Orono

Orono nursing home to test all residents and staff as patient tests positive for COVID-19

All residents and staff at an Orono nursing facility will be tested for the coronavirus after a single patient recently admitted from a local hospital tested positive.

The testing at Orono Commons — a skilled nursing and rehabilitation facility — will take place Tuesday, according to Dr. Richard Feifer, chief medical officer for Orono Commons’ Pennsylvania-based parent company, Genesis HealthCare.

The patient tested positive while still in a special quarantine unit after being admitted from an area hospital, Feifer said, which likely minimized the risk of exposure to other patients and staff at the 80-bed facility. Patients stay in that unit for 14 days, where they are tested twice — on days four and 12 of the quarantine — and monitored every eight hours for symptoms of COVID-19, Feifer said.

Feifer called the universal testing a precaution. The Maine Center for Disease Control and Prevention recommends universal testing when facilities report a single case, a change from earlier in the spring when the agency recommended universal testing after three cases due to what was then a limited supply of tests.

Maine continues to address outbreaks at a number of nursing homes in the state that have accounted for hundreds of coronavirus cases and, as of earlier this month, more than half of the state’s coronavirus-related deaths. The virus can transmit easily in nursing homes, where residents live in close quarters and are more susceptible to its complications.

While Maine has seen its largest outbreaks in nursing homes, it has some of the nation’s lowest rates of COVID-19 infections and deaths among nursing home residents.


TASK STATEMENT
Please say how many lines of the listing hold "interactable", with no other words in the answer.

RECORDS SUPPLIED
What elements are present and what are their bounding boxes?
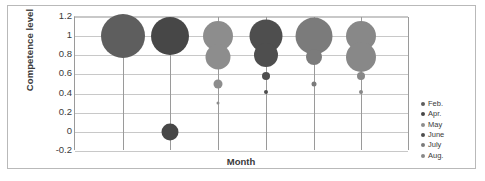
legend-item-aug[interactable]: Aug. xyxy=(421,150,477,160)
legend-marker-icon xyxy=(421,143,425,147)
plot-right-edge xyxy=(408,17,409,150)
data-bubble xyxy=(264,90,268,94)
legend-item-apr[interactable]: Apr. xyxy=(421,109,477,119)
y-axis-tick-label: -0.2 xyxy=(44,145,72,155)
legend-marker-icon xyxy=(421,133,425,137)
data-bubble xyxy=(357,72,365,80)
chart-frame: Competence level 1.210.80.60.40.20-0.2 F… xyxy=(7,5,476,169)
y-axis-tick-label: 1.2 xyxy=(44,11,72,21)
y-axis-tick-label: 0.8 xyxy=(44,49,72,59)
legend-item-may[interactable]: May xyxy=(421,120,477,130)
legend-marker-icon xyxy=(421,154,425,158)
chart-legend: Feb.Apr.MayJuneJulyAug. xyxy=(421,99,477,161)
legend-item-label: Feb. xyxy=(428,100,443,108)
data-bubble xyxy=(206,45,231,70)
data-bubble xyxy=(306,49,322,65)
bubble-chart: Competence level 1.210.80.60.40.20-0.2 F… xyxy=(0,0,485,181)
legend-item-label: June xyxy=(428,131,444,139)
data-bubble xyxy=(151,17,189,55)
data-bubble xyxy=(162,123,179,140)
legend-marker-icon xyxy=(421,112,425,116)
legend-item-label: Apr. xyxy=(428,110,441,118)
y-axis-title: Competence level xyxy=(24,0,40,100)
legend-item-label: Aug. xyxy=(428,152,443,160)
data-bubble xyxy=(359,90,363,94)
y-axis-tick-label: 0.2 xyxy=(44,107,72,117)
y-axis-tick-labels: 1.210.80.60.40.20-0.2 xyxy=(44,16,72,150)
horizontal-gridline xyxy=(75,94,408,95)
horizontal-gridline xyxy=(75,113,408,114)
y-axis-tick-label: 0.4 xyxy=(44,88,72,98)
legend-item-label: July xyxy=(428,141,441,149)
legend-marker-icon xyxy=(421,123,425,127)
y-axis-tick-label: 0.6 xyxy=(44,68,72,78)
legend-item-july[interactable]: July xyxy=(421,140,477,150)
data-bubble xyxy=(254,43,278,67)
x-axis-title: Month xyxy=(74,156,408,167)
data-bubble xyxy=(346,42,376,72)
data-bubble xyxy=(262,72,270,80)
data-bubble xyxy=(217,102,220,105)
horizontal-gridline xyxy=(75,132,408,133)
data-bubble xyxy=(101,14,145,58)
legend-item-feb[interactable]: Feb. xyxy=(421,99,477,109)
plot-area xyxy=(74,16,408,150)
horizontal-gridline xyxy=(75,151,408,152)
legend-item-label: May xyxy=(428,121,442,129)
data-bubble xyxy=(214,80,223,89)
data-bubble xyxy=(311,82,316,87)
legend-item-june[interactable]: June xyxy=(421,130,477,140)
y-axis-tick-label: 1 xyxy=(44,30,72,40)
y-axis-tick-label: 0 xyxy=(44,126,72,136)
legend-marker-icon xyxy=(421,102,425,106)
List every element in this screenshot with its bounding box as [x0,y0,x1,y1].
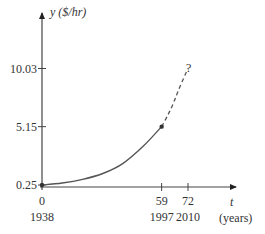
data-points [40,124,164,187]
x-tick-label: 0 [39,195,45,207]
observed-curve [42,127,162,185]
x-axis-label: t [230,196,233,208]
y-axis-label: y ($/hr) [50,6,86,18]
projection-question-mark: ? [186,62,191,74]
x-tick-label: 59 [156,195,168,207]
y-tick-label: 10.03 [10,63,37,75]
x-tick-label: 72 [182,195,194,207]
data-point-marker [159,124,163,128]
x-tick-year: 2010 [176,211,200,223]
y-tick-label: 0.25 [16,179,37,191]
x-tick-year: 1938 [30,211,54,223]
y-tick-label: 5.15 [16,121,37,133]
x-axis-units: (years) [219,212,252,224]
data-point-marker [40,183,44,187]
projected-curve [162,69,188,127]
x-tick-year: 1997 [150,211,174,223]
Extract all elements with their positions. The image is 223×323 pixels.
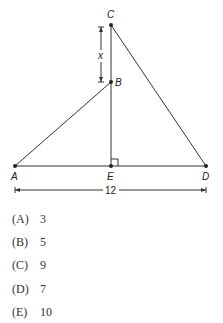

RESULT
6